British Foreign Secretary Margaret Beckett chaired the first debate on climate change at the U.N. Security Council in April this year. She argued that the potential for climate change to cause wars meant it should be on the council's radar.

Stirrup said the unpredictability of the immediate effects of global warming on rainfall patterns and storms meant flashpoints could be advanced by years without warning.

He did not identify the problem areas, but Bert Metz of the U.N.'s Intergovernmental Panel on Climate Change told the meeting they included Central America, the Amazon Basin, large parts of north, central and southern Africa and swathes of Asia.

Scientists say average temperatures will rise by between 1.8 and 4.0 degrees Celsius this century due to burning fossil fuels for power and transport, melting ice caps, bringing floods, droughts and famines, and putting millions of lives at risk.

Stirrup said the security threat was far more immediate than those figures might suggest.

"If temperatures rise towards the upper end of the forecast range we could already start to see serious physical consequences by 2040 — and that is if things get no worse."

"If things do get worse you don't need to come very much forward from 2040 before, in my terms at least, you are talking about the day after tomorrow," Stirrup said.

He said the September 11, 2001, attacks on New York and Washington showed the devastation that attacks fuelled by political, economic and social deprivation could achieve.

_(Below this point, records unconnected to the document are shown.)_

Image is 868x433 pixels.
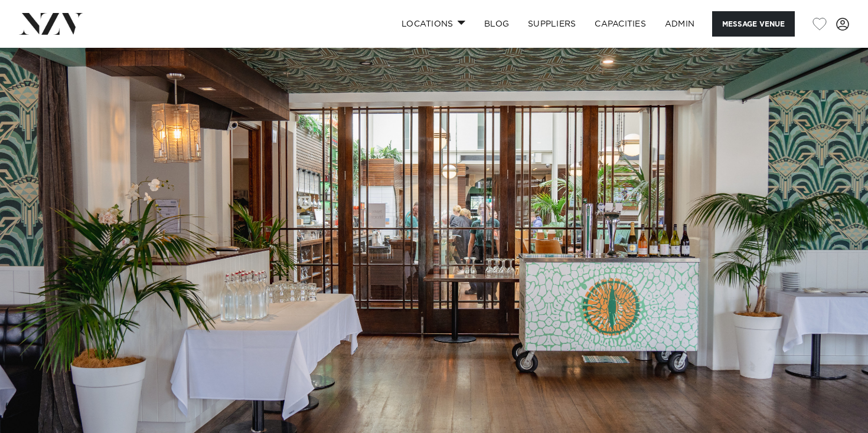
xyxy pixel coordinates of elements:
[518,11,585,37] a: SUPPLIERS
[585,11,656,37] a: Capacities
[392,11,474,37] a: Locations
[712,11,794,37] button: Message Venue
[474,11,518,37] a: BLOG
[656,11,704,37] a: ADMIN
[19,13,83,34] img: nzv-logo.png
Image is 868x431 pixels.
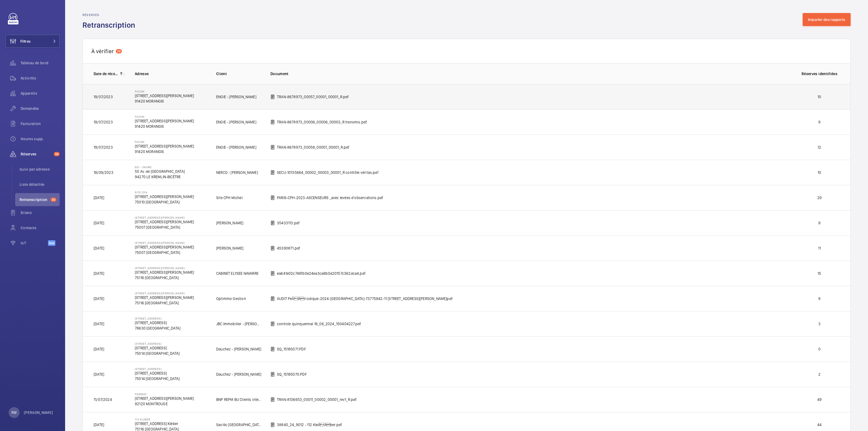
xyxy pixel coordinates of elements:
p: ea641e02c748fb0e24ea3ca8b0d20157c362dca4.pdf [277,270,366,276]
p: 75116 [GEOGRAPHIC_DATA] [134,275,194,280]
p: [DATE] [94,321,104,326]
p: [DATE] [94,195,104,200]
p: 15 [799,270,839,276]
p: AUDIT PeÃÂriodique-2024-[GEOGRAPHIC_DATA]-73775942-11 [STREET_ADDRESS][PERSON_NAME]pdf [277,296,453,301]
span: Retranscription [20,197,48,202]
p: [STREET_ADDRESS][PERSON_NAME] [134,93,194,98]
p: [STREET_ADDRESS][PERSON_NAME] [134,266,194,269]
p: Facom [134,140,194,143]
p: [DATE] [94,220,104,226]
p: 18/09/2023 [94,170,113,175]
p: [STREET_ADDRESS] [134,371,180,376]
p: [DATE] [94,245,104,251]
p: [STREET_ADDRESS] Kléber [134,420,179,426]
p: 75007 [GEOGRAPHIC_DATA] [134,224,194,230]
p: [DATE] [94,270,104,276]
p: 12 [799,144,839,150]
span: 30 [54,152,60,156]
p: 9 [799,296,839,301]
p: Dauchez - [PERSON_NAME] [216,371,261,377]
p: SQ_15185070.PDF [277,371,307,377]
p: [STREET_ADDRESS][PERSON_NAME] [134,219,194,224]
p: 38840_24_9012 - 112 KleÃÂber.pdf [277,422,342,427]
p: JBC Immobilier - [PERSON_NAME] [216,321,262,326]
h2: Réserves [82,13,138,17]
p: 44 [799,422,839,427]
p: [STREET_ADDRESS][PERSON_NAME] [134,245,194,250]
p: NERCO - [PERSON_NAME] [216,170,258,175]
span: Suivi par adresse [20,166,60,172]
p: 45390871.pdf [277,245,301,251]
p: Adresse [134,71,208,76]
p: 8 [799,220,839,226]
span: 29 [116,49,122,54]
p: [STREET_ADDRESS] [134,316,181,320]
p: ENGIE - [PERSON_NAME] [216,119,256,125]
span: Appareils [20,91,60,96]
p: PARIS-CPH-2023-ASCENSEURS _avec levées d'observations.pdf [277,195,383,200]
span: Tableau de bord [20,60,60,66]
p: 2 [799,371,839,377]
p: ENGIE - [PERSON_NAME] [216,144,256,150]
p: 75014 [GEOGRAPHIC_DATA] [134,350,180,356]
p: [STREET_ADDRESS][PERSON_NAME] [134,143,194,149]
p: [STREET_ADDRESS][PERSON_NAME] [134,396,194,401]
p: Date de réception [94,71,118,76]
span: Contacts [20,225,60,230]
p: TRAN-8678973_00058_00001_00001_R.pdf [277,144,350,150]
p: 49 [799,396,839,402]
p: 94270 LE KREMLIN-BICÊTRE [134,174,185,180]
p: Client [216,71,262,76]
p: [STREET_ADDRESS][PERSON_NAME] [134,291,194,294]
span: Réserves [20,151,51,157]
p: Facom [134,90,194,93]
p: 75116 [GEOGRAPHIC_DATA] [134,300,194,306]
p: Réserves identifiées [799,71,839,76]
span: Bilans [20,210,60,215]
span: Activités [20,75,60,81]
p: [DATE] [94,296,104,301]
p: SSI - OKABE [134,165,185,168]
span: Liste détaillée [20,182,60,187]
p: 19/07/2023 [94,94,113,100]
p: Document [270,71,791,76]
p: TRAN-8678973_00006_00006_00003_R transmis.pdf [277,119,367,125]
p: SECU-10135664_00002_00003_00001_R contrôle véritas.pdf [277,170,378,175]
span: Facturation [20,121,60,126]
p: CABINET ELYSEE NAVARRE [216,270,258,276]
p: Facom [134,115,194,119]
p: 11 [799,245,839,251]
p: 19/07/2023 [94,119,113,125]
p: RW [11,410,17,415]
p: 9 [799,119,839,125]
span: 30 [51,197,57,202]
p: [PERSON_NAME] [24,410,53,415]
p: 91420 MORANGIS [134,98,194,104]
span: Beta [48,240,55,245]
h1: Retranscription [82,20,138,30]
p: [DATE] [94,371,104,377]
p: 0 [799,346,839,352]
p: 78630 [GEOGRAPHIC_DATA] [134,325,181,331]
p: Site CPH Michel [216,195,242,200]
p: [STREET_ADDRESS][PERSON_NAME] [134,241,194,245]
p: 91420 MORANGIS [134,149,194,154]
p: 55 Av. de [GEOGRAPHIC_DATA] [134,168,185,174]
p: Site CPH [134,190,194,194]
p: controle quinquennal 18_06_2024_150404227.pdf [277,321,361,326]
p: SQ_15185071.PDF [277,346,306,352]
p: 29 [799,195,839,200]
p: 75010 [GEOGRAPHIC_DATA] [134,199,194,205]
p: [STREET_ADDRESS] [134,345,180,350]
p: [PERSON_NAME] [216,245,243,251]
button: Filtres [5,35,60,48]
p: [STREET_ADDRESS][PERSON_NAME] [134,294,194,300]
p: BNP REPM BU Clients internes [216,396,262,402]
p: [STREET_ADDRESS][PERSON_NAME] [134,194,194,199]
p: [PERSON_NAME] [216,220,243,226]
p: [STREET_ADDRESS][PERSON_NAME] [134,269,194,275]
p: 92120 MONTROUGE [134,401,194,406]
p: 11/07/2024 [94,396,112,402]
p: [STREET_ADDRESS] [134,342,180,345]
p: TRAN-8678973_00057_00001_00001_R.pdf [277,94,349,100]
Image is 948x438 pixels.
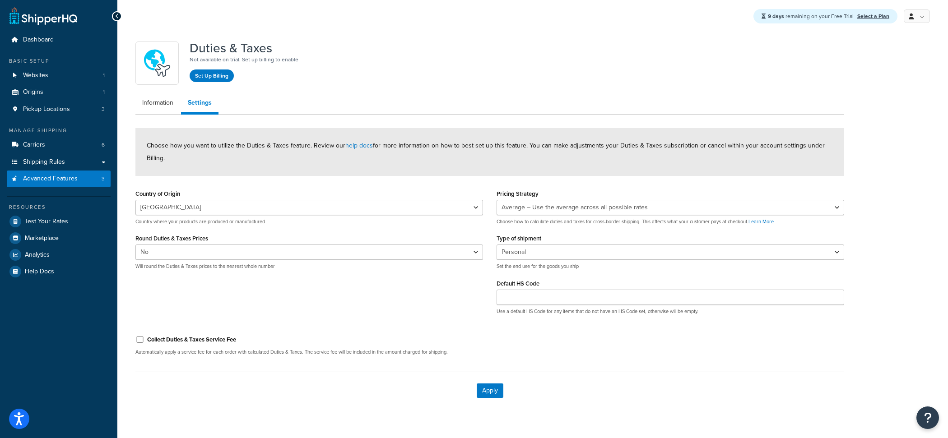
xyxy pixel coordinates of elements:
a: Dashboard [7,32,111,48]
span: Analytics [25,251,50,259]
label: Round Duties & Taxes Prices [135,235,208,242]
p: Not available on trial. Set up billing to enable [190,55,298,64]
p: Will round the Duties & Taxes prices to the nearest whole number [135,263,483,270]
span: 1 [103,88,105,96]
a: Shipping Rules [7,154,111,171]
a: help docs [345,141,373,150]
div: Basic Setup [7,57,111,65]
span: Pickup Locations [23,106,70,113]
span: Advanced Features [23,175,78,183]
span: Test Your Rates [25,218,68,226]
label: Type of shipment [496,235,541,242]
img: icon-duo-feat-landed-cost-7136b061.png [141,47,173,79]
span: remaining on your Free Trial [768,12,855,20]
a: Set Up Billing [190,69,234,82]
a: Select a Plan [857,12,889,20]
p: Automatically apply a service fee for each order with calculated Duties & Taxes. The service fee ... [135,349,483,356]
span: Help Docs [25,268,54,276]
p: Use a default HS Code for any items that do not have an HS Code set, otherwise will be empty. [496,308,844,315]
label: Pricing Strategy [496,190,538,197]
p: Set the end use for the goods you ship [496,263,844,270]
span: Websites [23,72,48,79]
a: Marketplace [7,230,111,246]
p: Country where your products are produced or manufactured [135,218,483,225]
li: Origins [7,84,111,101]
span: 3 [102,106,105,113]
div: Manage Shipping [7,127,111,134]
label: Country of Origin [135,190,180,197]
span: Origins [23,88,43,96]
li: Advanced Features [7,171,111,187]
a: Settings [181,94,218,115]
label: Default HS Code [496,280,539,287]
a: Information [135,94,180,112]
span: 6 [102,141,105,149]
h1: Duties & Taxes [190,42,298,55]
label: Collect Duties & Taxes Service Fee [147,336,236,344]
span: 3 [102,175,105,183]
li: Carriers [7,137,111,153]
a: Carriers6 [7,137,111,153]
a: Advanced Features3 [7,171,111,187]
span: Shipping Rules [23,158,65,166]
p: Choose how to calculate duties and taxes for cross-border shipping. This affects what your custom... [496,218,844,225]
span: Dashboard [23,36,54,44]
span: Choose how you want to utilize the Duties & Taxes feature. Review our for more information on how... [147,141,824,163]
li: Websites [7,67,111,84]
span: 1 [103,72,105,79]
a: Learn More [748,218,773,225]
div: Resources [7,204,111,211]
span: Carriers [23,141,45,149]
a: Test Your Rates [7,213,111,230]
a: Pickup Locations3 [7,101,111,118]
button: Open Resource Center [916,407,939,429]
li: Pickup Locations [7,101,111,118]
strong: 9 days [768,12,784,20]
span: Marketplace [25,235,59,242]
a: Origins1 [7,84,111,101]
button: Apply [477,384,503,398]
a: Analytics [7,247,111,263]
a: Help Docs [7,264,111,280]
a: Websites1 [7,67,111,84]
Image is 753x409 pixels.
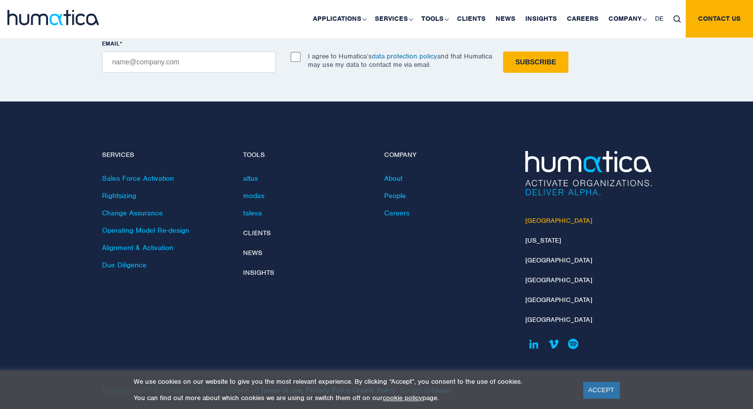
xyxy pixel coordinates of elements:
[102,260,147,269] a: Due Diligence
[525,256,592,264] a: [GEOGRAPHIC_DATA]
[243,249,262,257] a: News
[655,14,663,23] span: DE
[525,216,592,225] a: [GEOGRAPHIC_DATA]
[243,191,264,200] a: modas
[243,208,262,217] a: taleva
[503,51,568,73] input: Subscribe
[545,335,562,353] a: Humatica on Vimeo
[291,52,301,62] input: I agree to Humatica’sdata protection policyand that Humatica may use my data to contact me via em...
[7,10,99,25] img: logo
[102,191,136,200] a: Rightsizing
[102,226,189,235] a: Operating Model Re-design
[525,236,561,245] a: [US_STATE]
[383,394,422,402] a: cookie policy
[372,52,437,60] a: data protection policy
[102,151,228,159] h4: Services
[525,276,592,284] a: [GEOGRAPHIC_DATA]
[134,377,571,386] p: We use cookies on our website to give you the most relevant experience. By clicking “Accept”, you...
[102,208,163,217] a: Change Assurance
[102,243,173,252] a: Alignment & Activation
[243,229,271,237] a: Clients
[525,315,592,324] a: [GEOGRAPHIC_DATA]
[243,174,258,183] a: altus
[525,151,652,196] img: Humatica
[102,174,174,183] a: Sales Force Activation
[384,191,406,200] a: People
[525,296,592,304] a: [GEOGRAPHIC_DATA]
[673,15,681,23] img: search_icon
[308,52,492,69] p: I agree to Humatica’s and that Humatica may use my data to contact me via email.
[102,51,276,73] input: name@company.com
[384,174,403,183] a: About
[102,366,510,395] p: Copyright 2023 © Humatica. All Rights Reserved. . . . Design by .
[525,335,543,353] a: Humatica on Linkedin
[134,394,571,402] p: You can find out more about which cookies we are using or switch them off on our page.
[384,208,409,217] a: Careers
[384,151,510,159] h4: Company
[243,151,369,159] h4: Tools
[565,335,582,353] a: Humatica on Spotify
[243,268,274,277] a: Insights
[102,40,120,48] span: EMAIL
[583,382,619,398] a: ACCEPT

"Now add in the effects of climate change. Poverty and despair multiply, resentment surges and people look for someone to blame," he said.

Even if the world agreed quickly on a way of equitably tackling the climate crisis — which was far from sure — the nature of the problem meant a significant degree of adverse change was already in the pipeline.

"That rapidity, alongside the size of the global population and the complexity of today's society, leaves us particularly vulnerable," Stirrup said. "It is bound to present substantial security challenges of one kind or another."

Asked on the margins of the meeting if that meant military planners should opt for preemptive action where they saw a security crisis emerging, he said: "Only in the sense of building governance. Recognizing the problem is the first step."